Dr. Bolton has generously given permission to include here his own translation, as yet unpublished, taken from the “Itinerary from the Mines of Caxco,” by an anonymous diarist of the Oñate expedition to New Mexico, 1596 to 1598. This diary wonderfully confirms the accuracy of Villagrá’s rhymed history, and supplements it in various details, the most valuable of which is the list, not given elsewhere, of names of those men killed or wounded in the affray. The diarist’s account is as follows:

November 4th.—Captain Marquéz came from the Land of Peace (Mexico), and from Puaray he followed the Governor toward Ácoma.

November 18th.—On Wednesday, at midday, November 18, the Maestro de Campo (Juan de Zaldívar) set out from the South Sea, following the Governor.
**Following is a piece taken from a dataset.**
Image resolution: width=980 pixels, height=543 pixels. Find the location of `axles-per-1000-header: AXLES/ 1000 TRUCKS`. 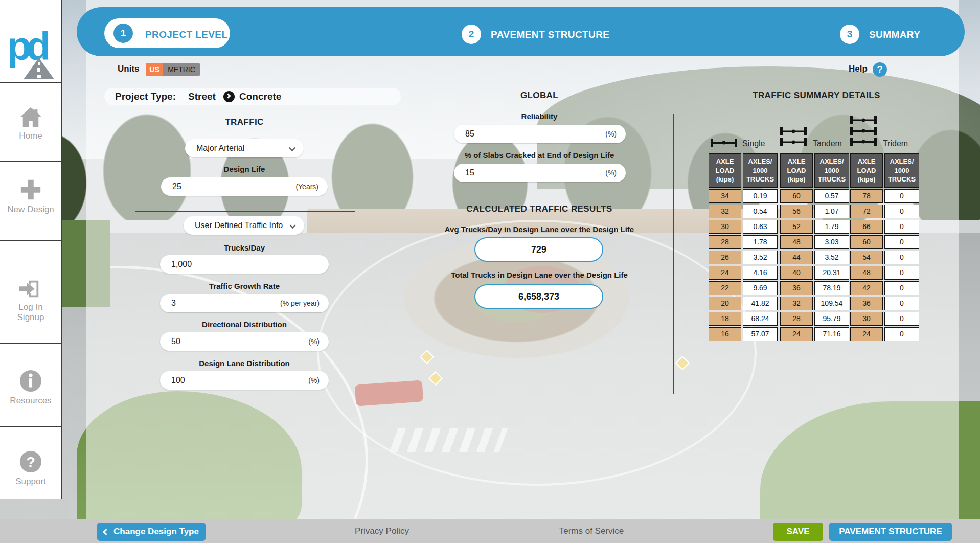

axles-per-1000-header: AXLES/ 1000 TRUCKS is located at coordinates (760, 171).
December 4th.—On December 4th he was killed at Ácoma by the Indians of that fortress which is the best stronghold in all the conquered country. With him were killed Captain Diego Nuñez, Captain Felipe Escalante, Ensign Pereyra, Arauxo, Joan Camacho, Martín Ramírez, Juan de Legura, Pedro Robledo, Martín de Riveras, Sebastian Rodríguez, and two servants: a mulatto of Damiero and an Indian. They wounded León Zapata, Juan de Olague, and Cavanillas, and twice stoned the royal alguacil.

December 5th.—On the 5th the alguacil set out with three companions to report the matter to the Governor, who was in the province Zuñi and Mohoqui. He lost his way and returned on the 6th.

7th.—On the 7th, Bernabé de las Casas set out with six companions to make the same report and deliver it to him ten leagues beyond Ácoma. This alone saved the men whom his Lordship had with him and who were returning to Ácoma with full confidence in them, and ignorant of the atrocities which had been committed by the Indians.

21st.—On the 21st, after having received this information, the Señor Governor returned to this pueblo of San Juan, where the main body of his camp and our Father Commissary now are.

January 12th.—On the 12th the Sergeant Major, with title of Lieutenant Governor and Commander of the companies, set out with seventy companions to punish the natives of Ácoma.

21st.—On the 21st, the feast of Señora Santa Ynez, the said Sergeant Major arrived with his soldiers, and with the carts and artillery, to besiege Ácoma, whose inhabitants they found prepared for war. They received our men by shooting arrows and other missiles at them, and with many insults. They appeared with some arms of the Christians whom they had killed there; and they would not consent to the demands made by them according to the instructions of his Lordship (Oñate).

22d.—Therefore, on Friday, the feast of Señor San Vicente, at four in the afternoon, all having confessed and made their peace with God, a feigned assault was made on one side of the rocks of Ácoma. When the people of the rock ran thither, the Spaniards went up on the other side. With brave efforts they captured the first small crag and other rocks and boulders, and finally came face to face with the enemy. They held their ground that day and night with great diligence and watchfulness.

23d.—On the next day, which was the feast of Señor San Ildefonso, as soon as it was daybreak, they began a pitched battle which lasted until after four in the afternoon. It was miraculous that so great a number of the enemy were killed without the loss of any of ours; and that the air was extremely favorable, for it was so cold that the arquebuses did not become heated, although the firing was continuous throughout the entire time. It was all the more miraculous considering the small number—less than fifty—who were on top of the rock, for the balance who made up the total of the seventy who went to this war, guarded the base of the rock on horseback, so that on the top of the rock there were ten of the enemy to each Spaniard. On this day the Indians of Ácoma saw an apparition of Santiago or of San Pablo. Lorenzo Salado met with an accident because of his carelessness in making the ascent.

24th.—On this day the 23d they surrendered, although the Spaniards did not enter the pueblo until Sunday the 24th, when they established a camp in one of the plazas. Then they began to capture the Indians, some of whom entrenched themselves in the estufas (kivas) and underground passages of the rock, which was all undermined in every direction. Most of them were punished and killed by fire and bloodshed, and the pueblo was completely laid waste and burned.[69]